Xiaomi Motors Files Patent for Parking-Spot Detection That Works Without Painted Lines

Xiaomi Automobile published a patent for a parking-space detection method that infers available slots from surrounding obstacles rather than relying on painted lines. The technique aims to improve automated parking reliability where markings are missing or obscured and reflects Xiaomi’s push to build vehicle perception capabilities and IP in a competitive Chinese auto-tech landscape.

Close-up of a smartphone displaying Xiaomi HyperOS interface, held by a hand against a bright yellow background.

Key Takeaways

  • 1Xiaomi Automobile filed a patent titled 'method, device, vehicle, medium and program product for determining parking spaces' that does not require parking lines to identify slots.
  • 2The method deduces parking-space boundaries by collecting initial obstacle information, selecting a target obstacle set, and inferring the target parking space from that set.
  • 3The technology targets real-world conditions where painted lines are faded, obstructed or absent, improving automated parking and ADAS performance.
  • 4The filing is part of a broader IP and product strategy as Chinese automakers and tech firms race to develop reliable perception software for urban driving.
  • 5Practical performance will hinge on sensor suite quality, obstacle classification accuracy and validation in dynamic, crowded environments.

Editor's
Desk

Strategic Analysis

The patent is not a headline-grabbing breakthrough in autonomy, but it is strategically significant. It addresses a very practical weakness of current parking-assist systems—dependence on infrastructure quality—and therefore can materially improve the user experience in many urban markets. From a competitive standpoint, Xiaomi’s move to codify and claim such methods strengthens its negotiating position with suppliers and potential partners, and signals seriousness about developing proprietary perception stacks rather than relying solely on third-party systems. Over the next two years expect incremental patents like this to accumulate into feature sets that differentiate entrants in the mass-market EV segment, while also contributing to a denser IP landscape that could influence collaborations and cross-licensing deals.

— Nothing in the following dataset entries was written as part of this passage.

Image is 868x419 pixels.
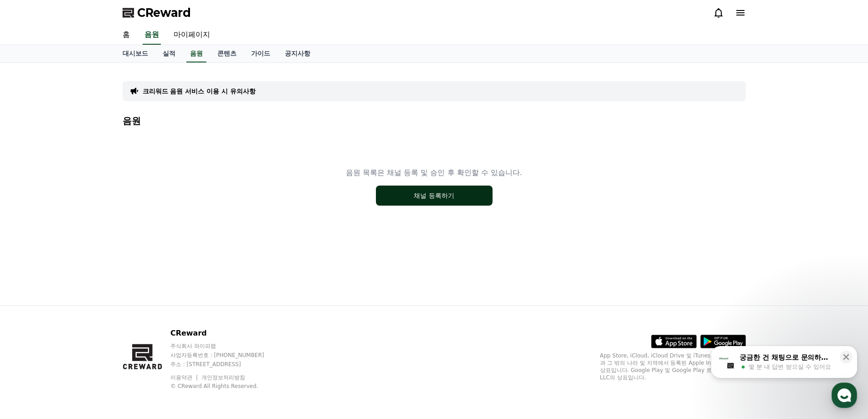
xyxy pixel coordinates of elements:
button: 채널 등록하기 [376,186,493,205]
a: 홈 [3,289,60,312]
p: 사업자등록번호 : [PHONE_NUMBER] [171,352,281,359]
a: 마이페이지 [167,26,218,45]
a: 공지사항 [277,45,317,63]
a: 콘텐츠 [210,45,244,63]
a: 음원 [186,45,207,63]
a: 설정 [118,289,175,312]
p: 주소 : [STREET_ADDRESS] [171,361,281,368]
a: 홈 [116,26,137,45]
span: 대화 [84,303,94,311]
a: 가이드 [244,45,277,63]
p: App Store, iCloud, iCloud Drive 및 iTunes Store는 미국과 그 밖의 나라 및 지역에서 등록된 Apple Inc.의 서비스 상표입니다. Goo... [600,352,746,382]
a: 개인정보처리방침 [201,375,245,381]
a: 대시보드 [116,45,156,63]
a: 크리워드 음원 서비스 이용 시 유의사항 [143,86,256,96]
a: 음원 [143,26,161,45]
span: 홈 [29,303,34,310]
p: 주식회사 와이피랩 [171,343,281,350]
h4: 음원 [122,116,746,126]
span: 설정 [141,303,152,310]
a: 실적 [156,45,183,63]
p: CReward [171,328,281,339]
a: 대화 [60,289,118,312]
span: CReward [137,5,191,20]
a: CReward [122,5,191,20]
p: © CReward All Rights Reserved. [171,383,281,390]
p: 음원 목록은 채널 등록 및 승인 후 확인할 수 있습니다. [346,167,522,178]
a: 이용약관 [171,375,199,381]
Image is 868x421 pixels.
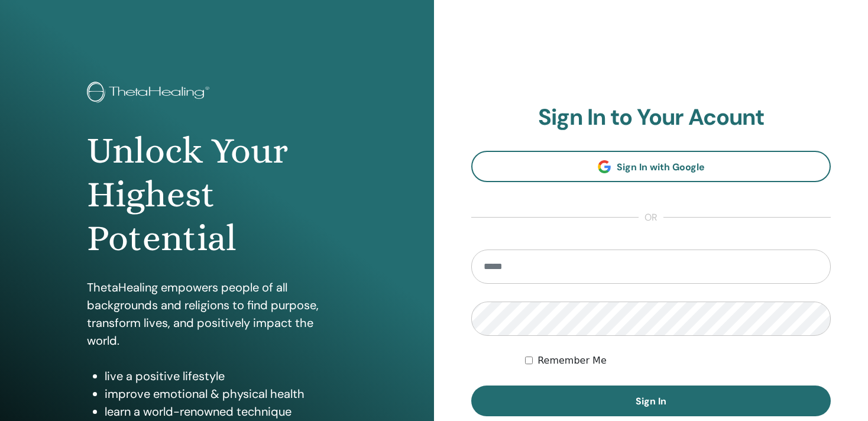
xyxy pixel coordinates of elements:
[471,151,831,182] a: Sign In with Google
[87,129,346,260] h1: Unlock Your Highest Potential
[105,367,346,385] li: live a positive lifestyle
[537,353,607,367] label: Remember Me
[471,104,831,131] h2: Sign In to Your Acount
[636,395,666,407] span: Sign In
[616,161,705,173] span: Sign In with Google
[87,278,346,349] p: ThetaHealing empowers people of all backgrounds and religions to find purpose, transform lives, a...
[105,385,346,402] li: improve emotional & physical health
[639,210,663,225] span: or
[105,402,346,420] li: learn a world-renowned technique
[471,385,831,416] button: Sign In
[525,353,831,367] div: Keep me authenticated indefinitely or until I manually logout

China Daily Brief Editorial
Strategic Insight
China Daily Brief

Xiaomi Automobile Technology has published a patent for a method that identifies parking spaces even when painted lines are missing or obscured. The application, revealed in an IP database entry on March 11, describes a process that starts from “initial obstacle information,” groups those obstacles into a target set and then infers the boundaries of a parking space from that set.

The technique relies on environmental sensing and inference rather than explicit marking detection: by analysing nearby obstacles—other vehicles, curbs, poles or impediments—the system deduces where an available slot begins and ends. That approach complements vision-based line detection by filling a gap where lane markings are faded, covered by snow, dirt, leaves or other obstructions, and it can be implemented as part of a vehicle’s parking-assist or automated parking stack.

For consumers, the practical upside is straightforward: more reliable automated parking in real-world urban environments where parking lines are often degraded or informal spaces are common. For automakers and suppliers the patent is a small but telling sign that intelligent perception for low-speed manoeuvres is a competitive battleground, especially as companies race to ship user-facing features that make city driving less painful.

The filing also signals Xiaomi’s broader strategy to build an in-house intellectual property estate around vehicle software and sensing. Chinese OEMs and tech firms—ranging from traditional automakers to new entrants and internet companies—have been aggressively patenting autonomy-related techniques, creating a dense field of overlapping claims that will shape partnerships, supplier choices and potential litigation.

Technical limitations remain. Success depends on sensor quality, the robustness of obstacle classification and scene understanding, and validation in crowded, dynamic conditions. Nevertheless, a patent that formalises a method for inferring parking geometry without painted cues is a pragmatic piece of engineering that could be integrated quickly into consumer vehicles and parking-assist upgrades.